By JAMES GRUNKE

Everyone loves ribbon cuttings and grand opening celebrations – outward signs of a community’s progress along the path of economic development.

But did you know that, depending on an area’s economic mix, 40 percent to 90 percent of new jobs come from existing businesses?

Whether we first meet a company as a start-up, or a new expansion into our community, ultimately all businesses become a business expansion effort, as I have never met a business that doesn’t want to grow. That’s why the Missoula Economic Partnership is embarking on a renewed Business Retention and Expansion, or BRE, campaign to better understand – and answer – the needs of local businesses.

To that end, we’ve invested considerable time and effort into developing a formal survey process that will measure the needs and goals of Missoula businesses.

But we need your help. What are your expansion plans for the next three years? What are your priorities in selecting a site for a new location? Do you have workforce recruitment needs? What is your overall impression of Missoula as a place to do business? And, most importantly, how can the Missoula Economic Partnership and our strategic partners make you feel valued?

To that end, we’ve prepared a detailed written questionnaire that will be distributed via email and supplemented with an in-person business visit. The survey will provide us with raw data and a big-picture look at Missoula-area business needs. The site visit will provide a stronger sense of your individual must-do, need-help-now lists.

We will begin scheduling site visits shortly after March 1, and will continue indefinitely. Business retention and expansion is an ongoing, and essential, part of our work at the Partnership.

What will we do with the information collected during this process? The written survey will help to inform our staff practices and policy advocacy moving forward.

We want to know more – specific stories from your business experience t0 understand the policies or practices that limit or enable Missoula businesses.

From our in-person site visits, we’ll gather the information needed for MEP to help business grow and prosper.

Let’s say your firm intends to add 15 net new jobs over the next two years. MEP staff members could potentially work with you to apply for Big Sky Trust Fund job creation grant money – assistance that directly helps your business achieve a goal that benefits our entire community.

We are excited to embark on this more formalized one-on-one outreach. It’s a straightforward proposition.
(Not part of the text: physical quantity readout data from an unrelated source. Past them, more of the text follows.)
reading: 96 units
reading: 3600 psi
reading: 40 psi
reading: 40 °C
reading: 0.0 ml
Businesses that are nurtured and supported by their local communities are better able to thrive and expand. They are healthy. They aren’t subject to undue, preventable stresses.
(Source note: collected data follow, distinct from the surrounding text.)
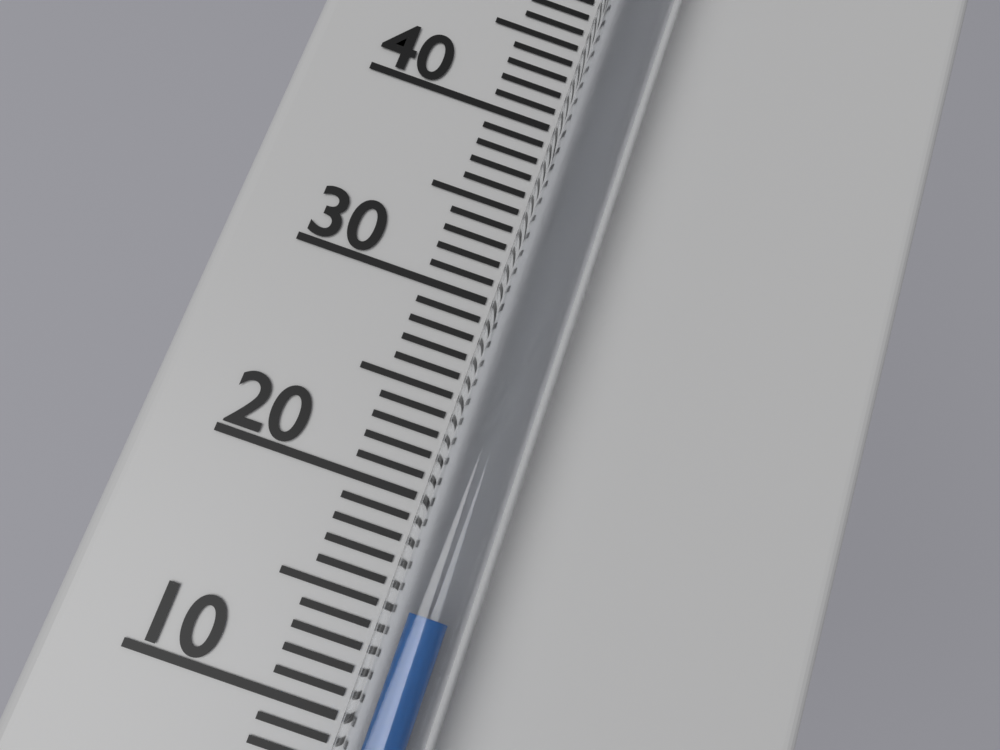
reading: 15 °C
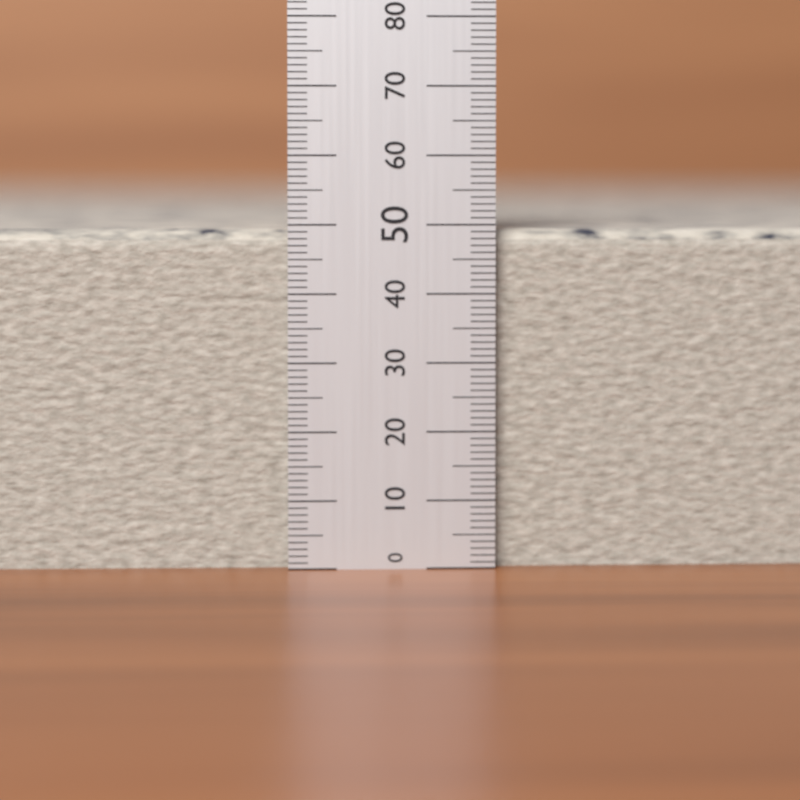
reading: 50 (no unit)
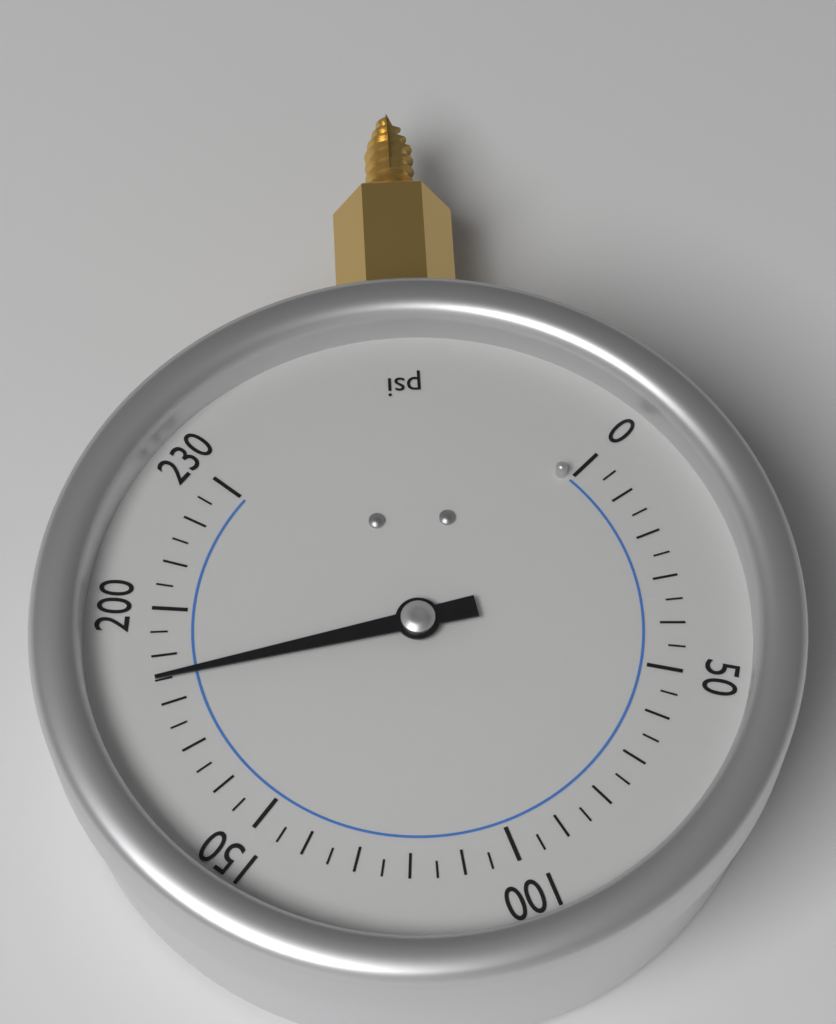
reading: 185 psi
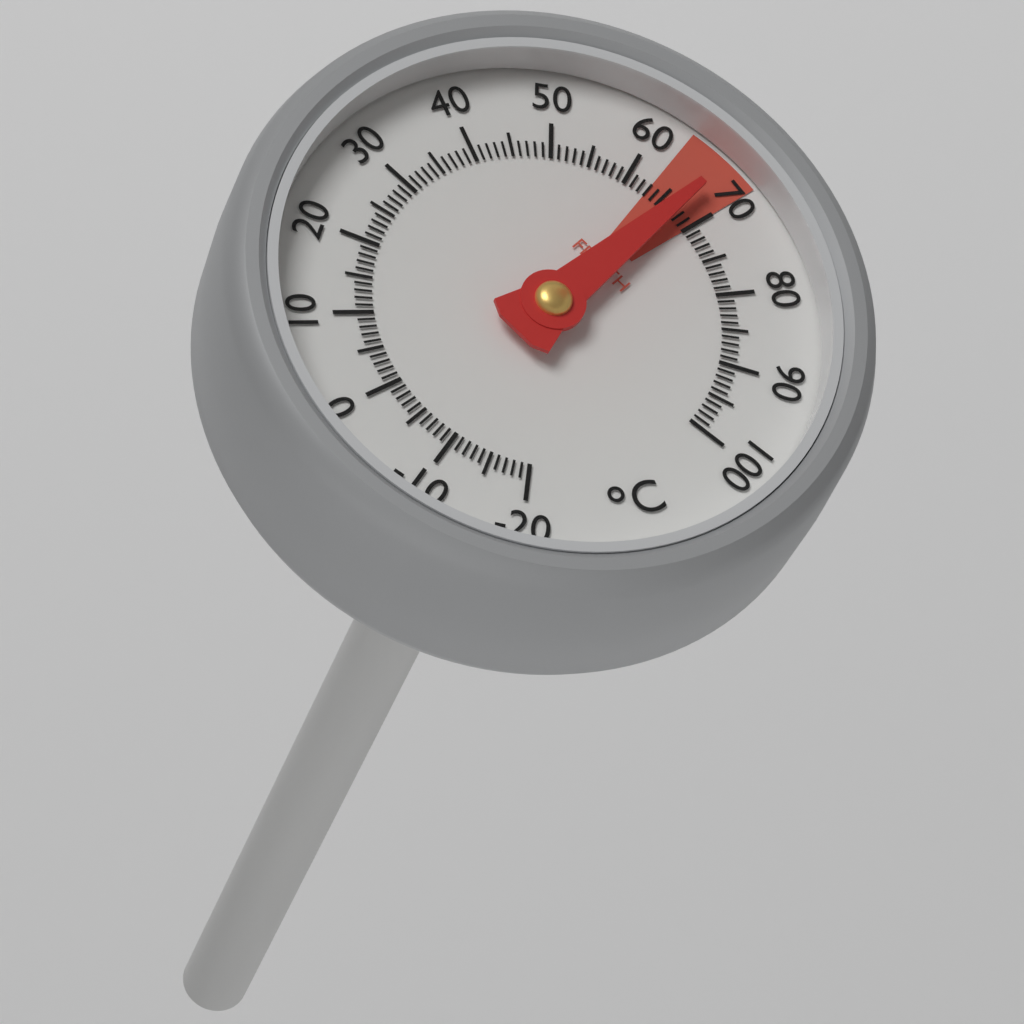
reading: 67 °C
One of the best articulations of the primacy of business retention and expansion I’ve seen came from the Columbia Basin Rural Development Institute, just north of the border at Selkirk College.
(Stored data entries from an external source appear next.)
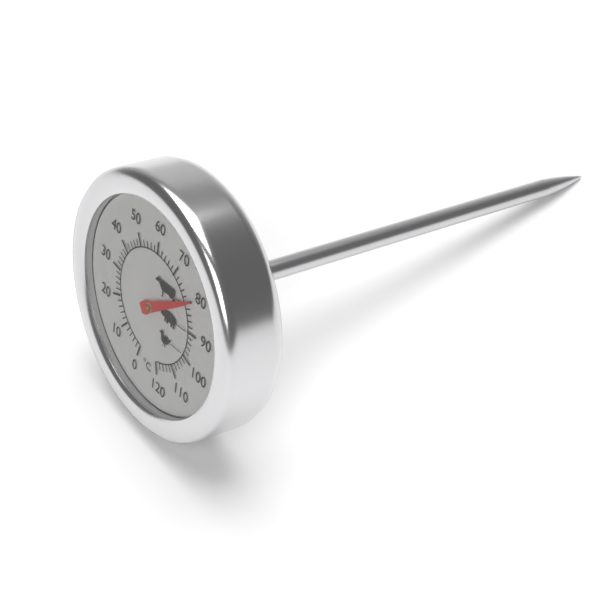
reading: 80 °C
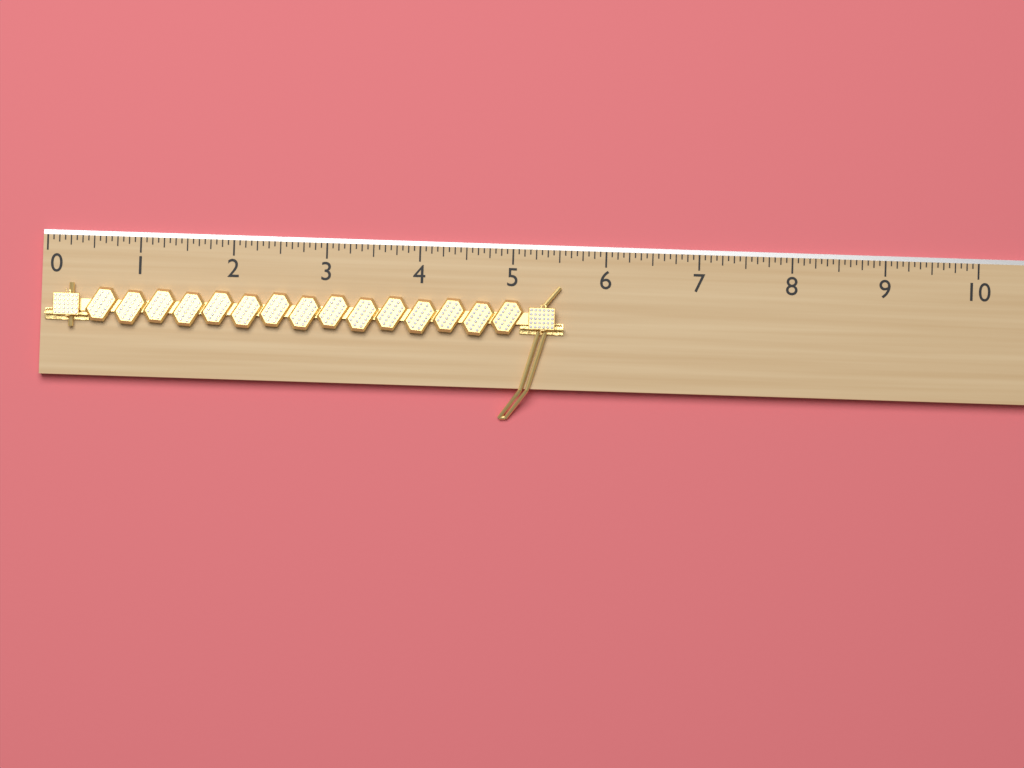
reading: 5.5625 (no unit)
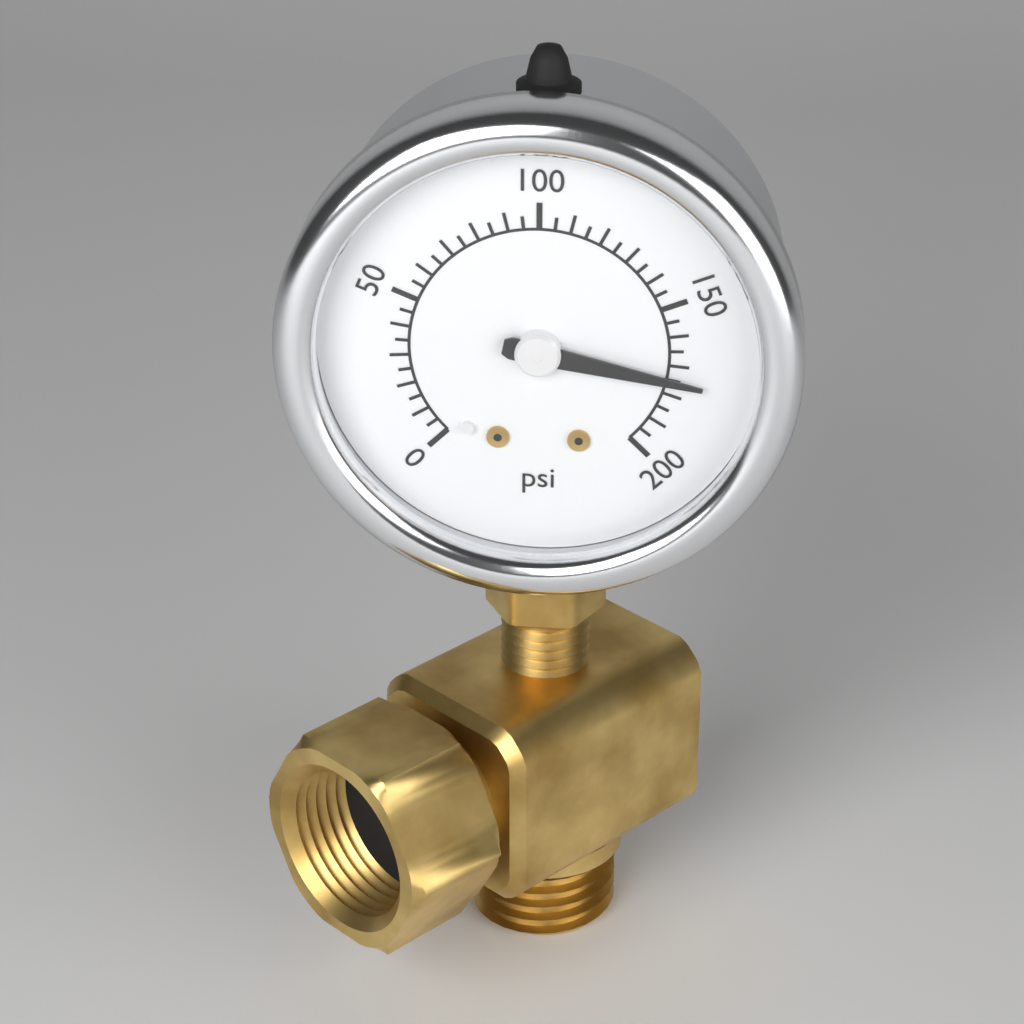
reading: 175 psi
Here’s what their 2015 study, “Business Retention & Expansion: Best Practices & Regional Success” had to say:

“Business Retention and Expansion (BRE) is an action-oriented and community-based approach to business and economic development. It promotes job growth by helping communities to learn about the concerns of, as well as opportunities for, local businesses and to set priorities for projects to address those needs. Ultimately, communities will have greater success in attracting new businesses if existing businesses are content with local economic conditions and community support.”

What strikes me about this definition is that it encapsulates the ethos of a strong business retention and expansion strategy while addressing the shiny, visible side of economic development: business attraction. What better way to attract new businesses than by supporting and promoting our existing business community?

The result, every time, will be a vibrant and healthy economy.

James Grunke is CEO of the Missoula Economic Partnership.